What this is actually addressing is commuting, but note that commuter heavy rail is almost entirely absent... perhaps because GE didn't have much of a dog in that fight in 1952. It would be about a decade and a half before public money would come to be thrown in necessary amounts at high-capacity rail, and at the necessary 'free' automobile access and storage to make much of it work in the days of station wagon trips morning and night. By that time most of the high-capacity private 'streetcars' and of course the longer-distance interurbans, were mostly gone, and what replaced them is hopelessly incapable of making much unsubsidized operating profit... let alone cover the mentioned cost of maintenance, safe operation, and all that rail in the streets and 'private rights-of-way'. And insurance for everyone not paying attention and winding up in a patent car fender or whatever.

We had an answer to all that when I went to college in the mid-Seventies. It was called PRT, and it was specially designed to 'move people' more effectively. At the cost of three levels of concrete guideway linguini wrapped all through those downtowns, and more-or-less electricity-wasteful algorithms to move all the little "automobile-size" people-mover vehicles around to where someone needed them without congesting things for the people having to get somewhere. We are only now, in the last half-decade or so, actually getting to where autonomous vehicles can handle the scheduling... at some point in the future, perhaps even before we get fusion electricity 'too cheap to meter'. (/s)
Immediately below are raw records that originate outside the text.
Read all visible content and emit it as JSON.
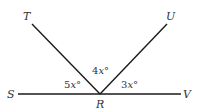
{
  "diagram": {
    "type": "angles-on-a-line",
    "points": {
      "S": {
        "label": "S"
      },
      "T": {
        "label": "T"
      },
      "U": {
        "label": "U"
      },
      "V": {
        "label": "V"
      },
      "R": {
        "label": "R"
      }
    },
    "segments": [
      "SV",
      "RT",
      "RU"
    ],
    "angles": {
      "SRT": {
        "coef": "5",
        "var": "x",
        "unit": "°"
      },
      "TRU": {
        "coef": "4",
        "var": "x",
        "unit": "°"
      },
      "URV": {
        "coef": "3",
        "var": "x",
        "unit": "°"
      }
    },
    "colors": {
      "line": "#1a1a1a",
      "text": "#333333",
      "background": "#ffffff"
    }
  }
}
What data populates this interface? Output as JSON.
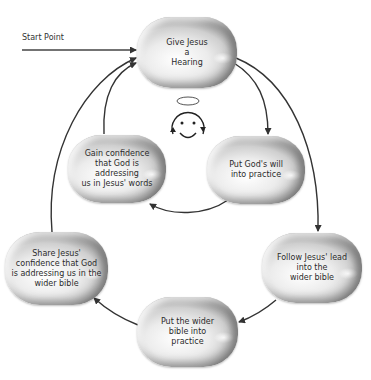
{
  "diagram": {
    "start_label": "Start Point",
    "nodes": [
      {
        "id": "give-jesus-a-hearing",
        "label": "Give Jesus\na\nHearing"
      },
      {
        "id": "gain-confidence",
        "label": "Gain confidence\nthat God is addressing\nus in Jesus' words"
      },
      {
        "id": "put-gods-will",
        "label": "Put God's will\ninto practice"
      },
      {
        "id": "share-confidence",
        "label": "Share Jesus'\nconfidence that God\nis addressing us in the\nwider bible"
      },
      {
        "id": "follow-jesus-lead",
        "label": "Follow Jesus' lead\ninto the\nwider bible"
      },
      {
        "id": "put-wider-bible",
        "label": "Put the wider\nbible into\npractice"
      }
    ],
    "edges": [
      {
        "from": "start",
        "to": "give-jesus-a-hearing"
      },
      {
        "from": "give-jesus-a-hearing",
        "to": "put-gods-will"
      },
      {
        "from": "put-gods-will",
        "to": "gain-confidence"
      },
      {
        "from": "gain-confidence",
        "to": "give-jesus-a-hearing"
      },
      {
        "from": "give-jesus-a-hearing",
        "to": "follow-jesus-lead"
      },
      {
        "from": "follow-jesus-lead",
        "to": "put-wider-bible"
      },
      {
        "from": "put-wider-bible",
        "to": "share-confidence"
      },
      {
        "from": "share-confidence",
        "to": "give-jesus-a-hearing"
      }
    ],
    "center_icon": "smiley-with-halo-icon",
    "colors": {
      "line": "#333333",
      "node_light": "#ffffff",
      "node_dark": "#8e8e8e",
      "text": "#2b2b2b"
    }
  }
}
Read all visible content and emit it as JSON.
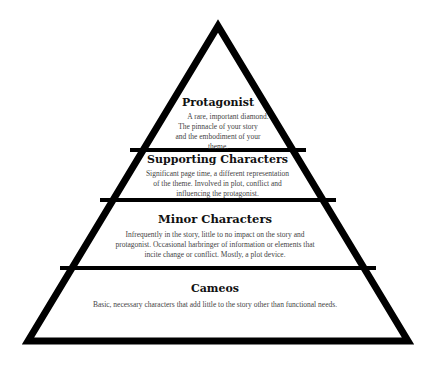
{
  "diagram": {
    "type": "pyramid",
    "colors": {
      "stroke": "#000000",
      "fill": "#ffffff",
      "title": "#111111",
      "text": "#444444"
    },
    "tiers": [
      {
        "title": "Protagonist",
        "lines": [
          "A rare, important diamond.",
          "The pinnacle of your story",
          "and the embodiment of your",
          "theme."
        ]
      },
      {
        "title": "Supporting Characters",
        "lines": [
          "Significant page time, a different representation",
          "of the theme. Involved in plot, conflict and",
          "influencing the protagonist."
        ]
      },
      {
        "title": "Minor Characters",
        "lines": [
          "Infrequently in the story, little to no impact on the story and",
          "protagonist. Occasional harbringer of information or elements that",
          "incite change or conflict. Mostly, a plot device."
        ]
      },
      {
        "title": "Cameos",
        "lines": [
          "Basic, necessary characters that add little to the story other than functional needs."
        ]
      }
    ]
  }
}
I'm tempted to say that the actual answer to much of this was actually something GE could have participated in -- along with Ford and Edison -- just prior to WWI, when the idea was to make very small and light "buggy-like" vehicles for even four-seat cars with load-carrying capacity, and run then mondestructively over the developing 'good roads' that were beginning to be seen as public advantage to provide 'free for use'. If you think this was hopelessly primitive, I remember a car Chrysler produced, which had siz seats and a large trunk, but was built to light-construction standards (a bit like a big Honda Insight) and had a diesel powerplant that gave it over 70mpg. Admittedly you'd probably be safer driving a beer can. Which was part of the problem, then and now.